Still Life: Green Textiles is one of the four videos that use West African textiles in a sensual and, at times, unnerving physical performance by the artist to camera. Ndiritu wraps, conceals and reveals her body, creating and controlling tensions within the fabric to provoke different emotional responses. 

Legacy by Campbell X 

Legacy, Dir. Campbell X, UK, 2006, 17 min, Doc/Drama
Legacy is a film about memories, ghosts and ancestors. It questions the lasting effects 400 years of slavery has had on the traditions and intimate relationships of people of African descent in the Americas. This personal film focuses on the relationship Inge Blackman, the filmmaker, has with her mother and the challenging issues that they have confronted privately together, now projected into a public space. 

About the Project

The Visualising Contemporary Art Histories project shines a light on underrepresented voices and stories from the Global Majority, with a particular focus on the Global South, by celebrating and preserving iniva’s rich moving image archive. 

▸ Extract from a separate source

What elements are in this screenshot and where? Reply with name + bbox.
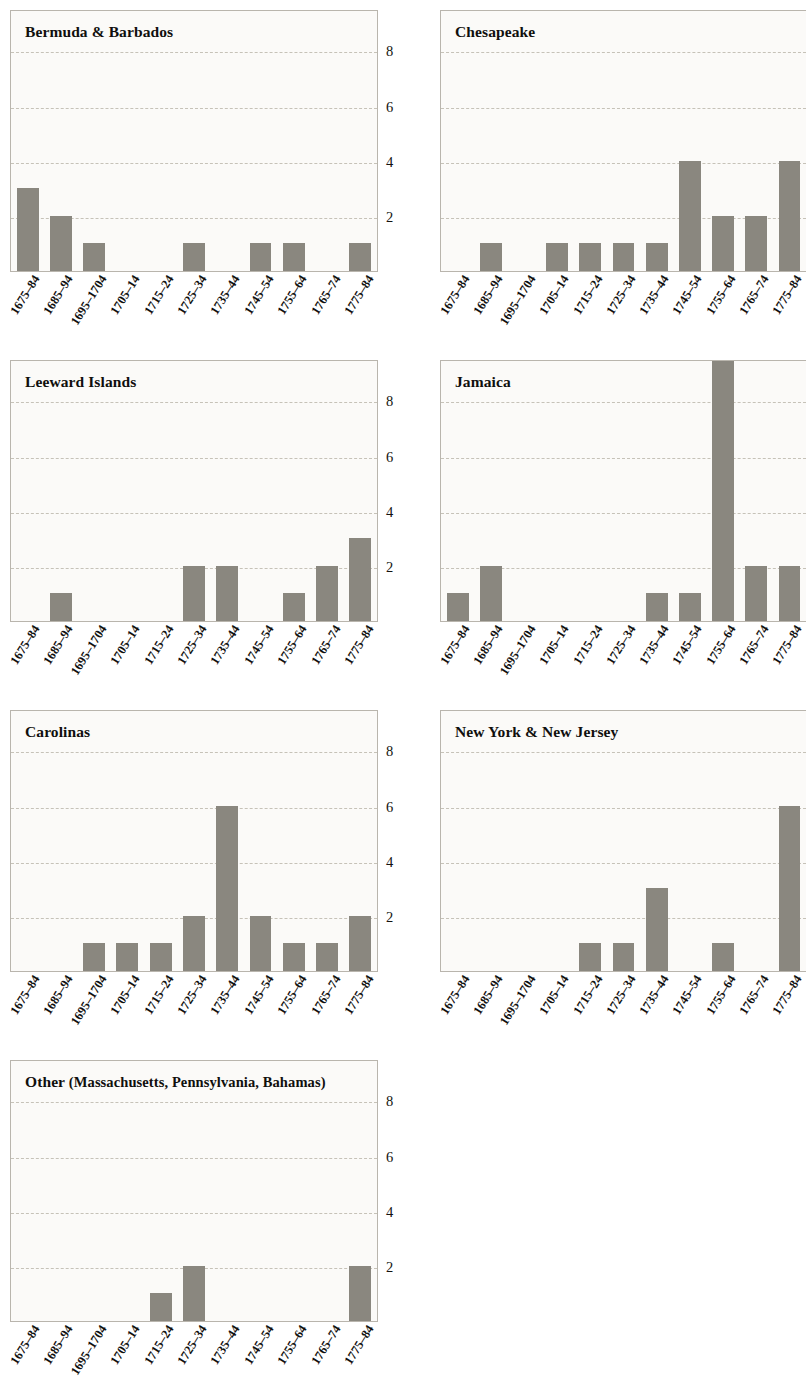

The unique collection of mixed media materials, document iniva’s rich programming history and addressing themes such as Black diaspora perspectives, migration, cultural memory, race relations in Britain, desire, and personal migrant experiences. The collection allows engagement with films that provide critical reflections on the Black British experience, post-colonial identity and community resilience; documentaries on socio-political issues; as well as poetic and artistic films that explore displacement and environmental climate change. 

By cataloguing and sharing these moving image works iniva’s project ensures that these critical cultural narratives are preserved, accessible, and celebrated. It highlights the ongoing relevance of these themes, fostering dialogue with contemporary filmmakers and increasing knowledge for future audiences. 

About the Artists

Grace Ndiritu 

Grace Ndiritu is a British-Kenyan (Maasai Kikuyu) artist born in 1982. Concerned with the transformation of our contemporary world, Ndiritu works across film, painting, textiles, performance and social practice.  

Ndiritu is a recipient of the prestigious Paul Hamlyn Foundation – Visual Arts Award (2024). Her films and videos, textiles, photography, performances, paintings and architectural installations have been widely exhibited, most recently, in her mid-career survey entitled Healing The Museum at SMAK, Ghent in 2023. 

Her films Black Beauty and Becoming Plant have been selected for prestigious film festivals including 72nd Berlinale (2022) FIDMarseille (2021) and BFI London Film Festival (2022). She is a member of BAFTA and also the winner of the Jarman Award in association with Film London (2022). 

  

Campbell X 

Campbell (formerly Inge Blackman) is a Trinidad-born, London-based filmmaker, writer, and cultural curator whose work centres on Black queer identities, diaspora, and radical community storytelling.  

His debut narrative feature, Stud Life (2012), explores the intricacies of friendship, sexuality, and belonging in East London. He has also directed Different for Girls (2017) and worked across genres in both short and feature formats.  

Campbell’s latest film Low Rider is a tale of self-discovery, resilience, and the unexpected roads that lead us home. He has also directed and produced the short film DES!RE about joy and sensuality for men (trans and non-binary) and masculine women i.e. studs/butches and the documentary VISIBLE about reclaiming QTBIPOC UK history.